→ **TASK GOAL**: Return, with both end lines included, exactly what the data below holds from the line with "reading: 510 °F" through the line with "reading: 150 °C", though not the pictures.
--- GIVEN INFORMATION Enclosed Below ---
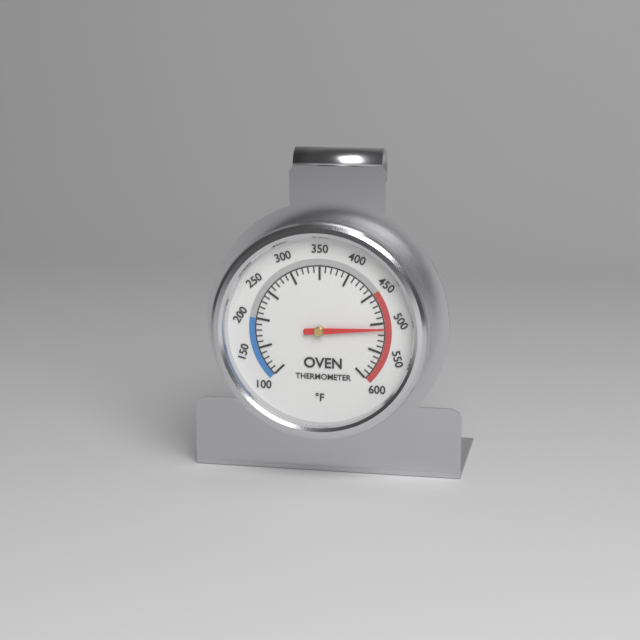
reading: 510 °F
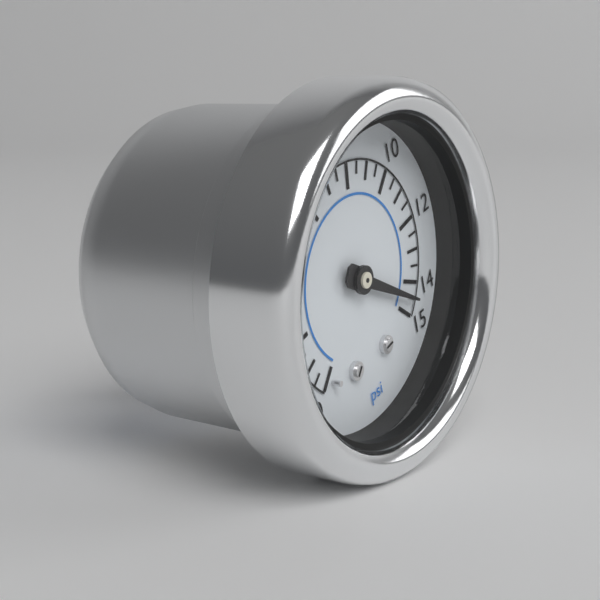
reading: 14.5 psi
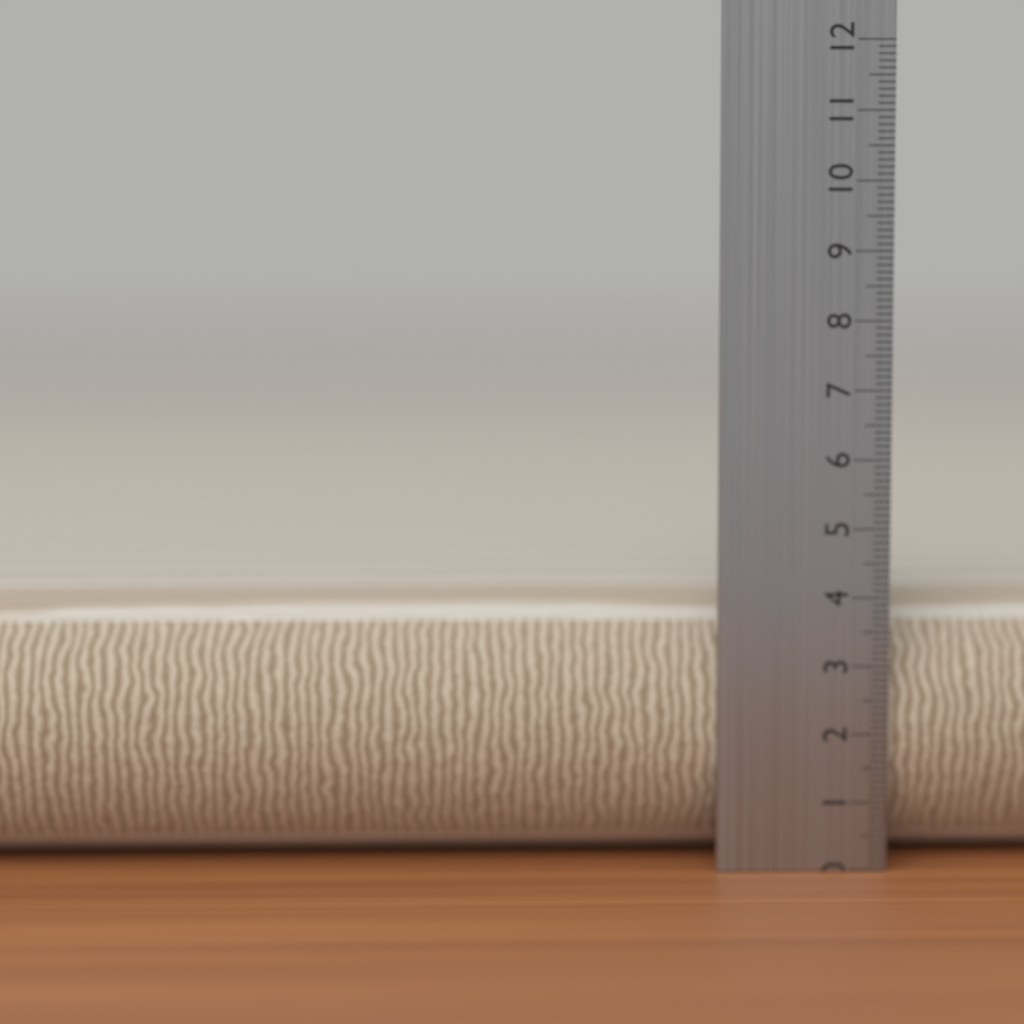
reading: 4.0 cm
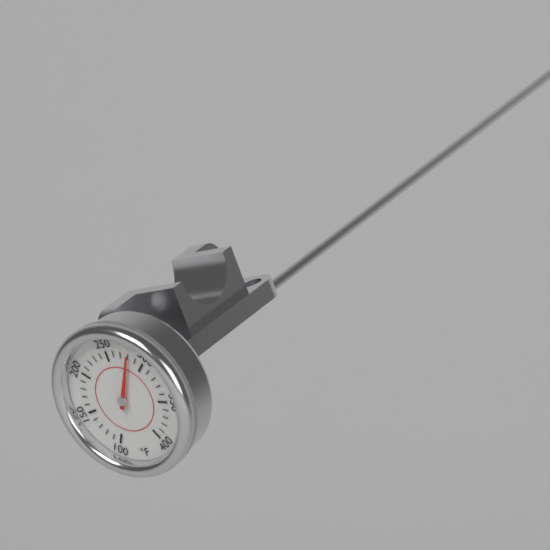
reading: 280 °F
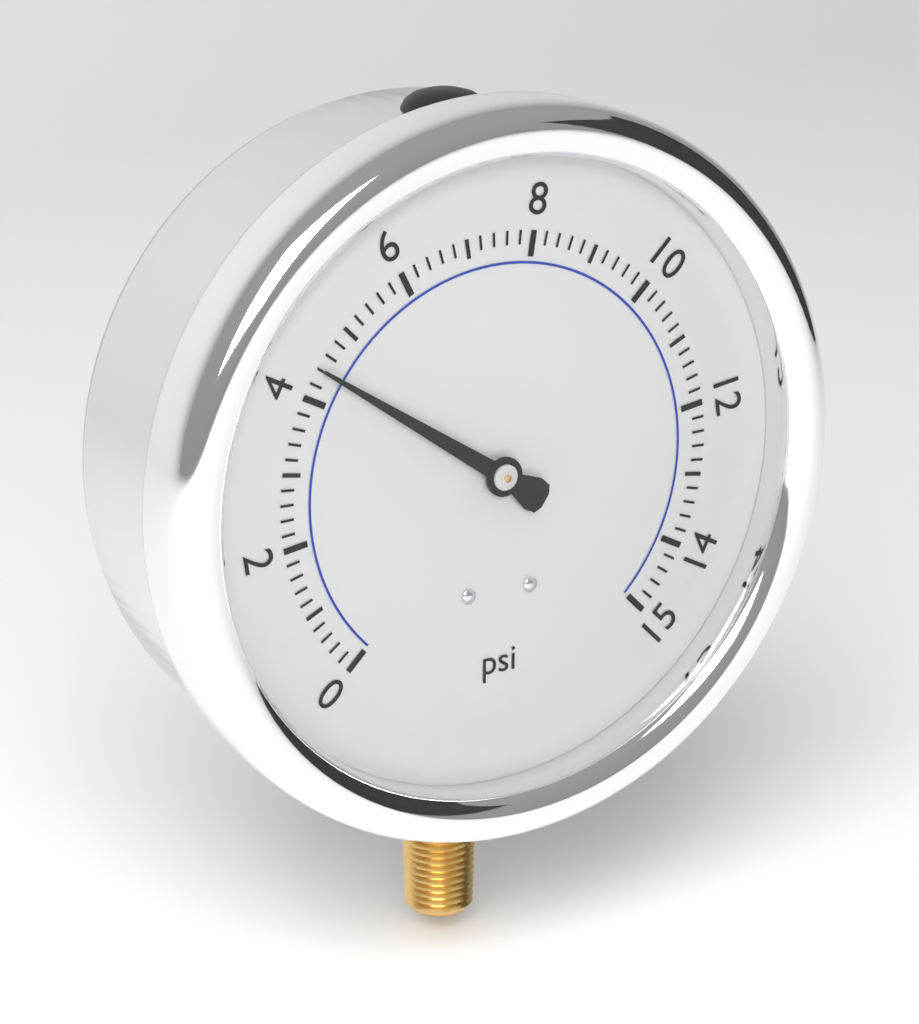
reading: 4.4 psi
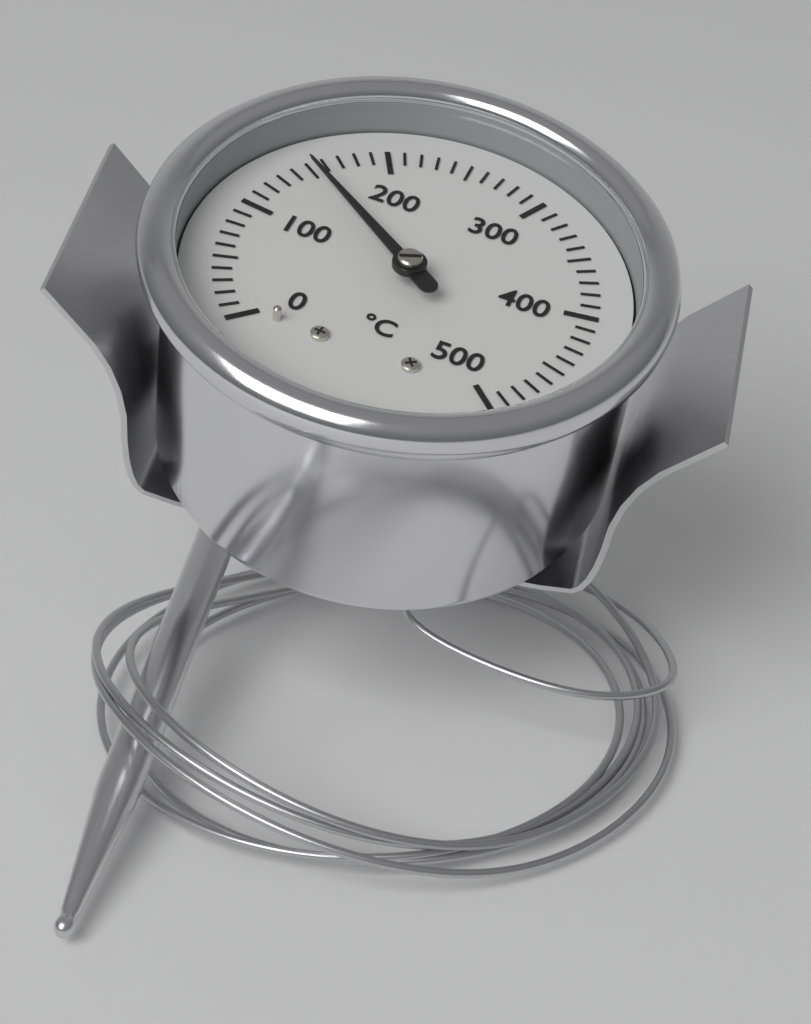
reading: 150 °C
--- End of Enclosed GIVEN INFORMATION ---
--- GIVEN INFORMATION Enclosed Below ---
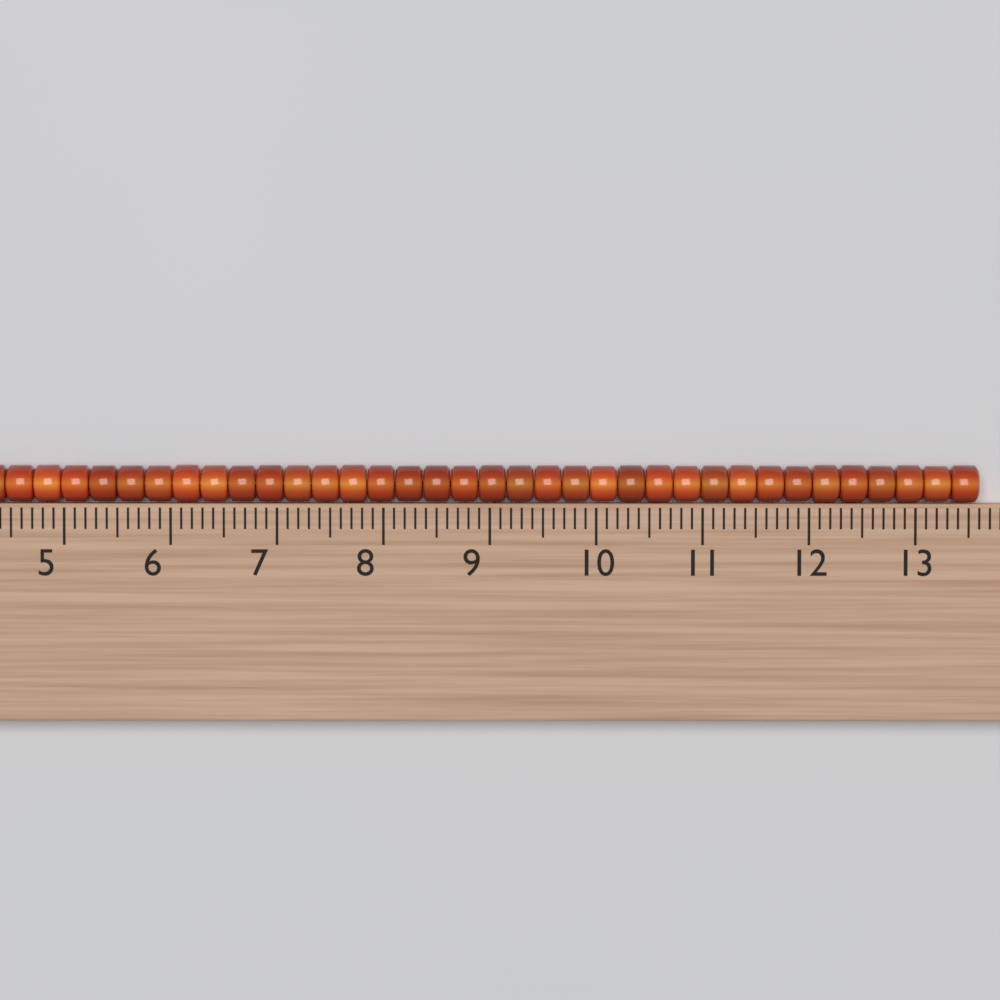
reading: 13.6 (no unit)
--- End of Enclosed GIVEN INFORMATION ---
→ **RESPONSE**:
reading: 510 °F
reading: 14.5 psi
reading: 4.0 cm
reading: 280 °F
reading: 4.4 psi
reading: 150 °C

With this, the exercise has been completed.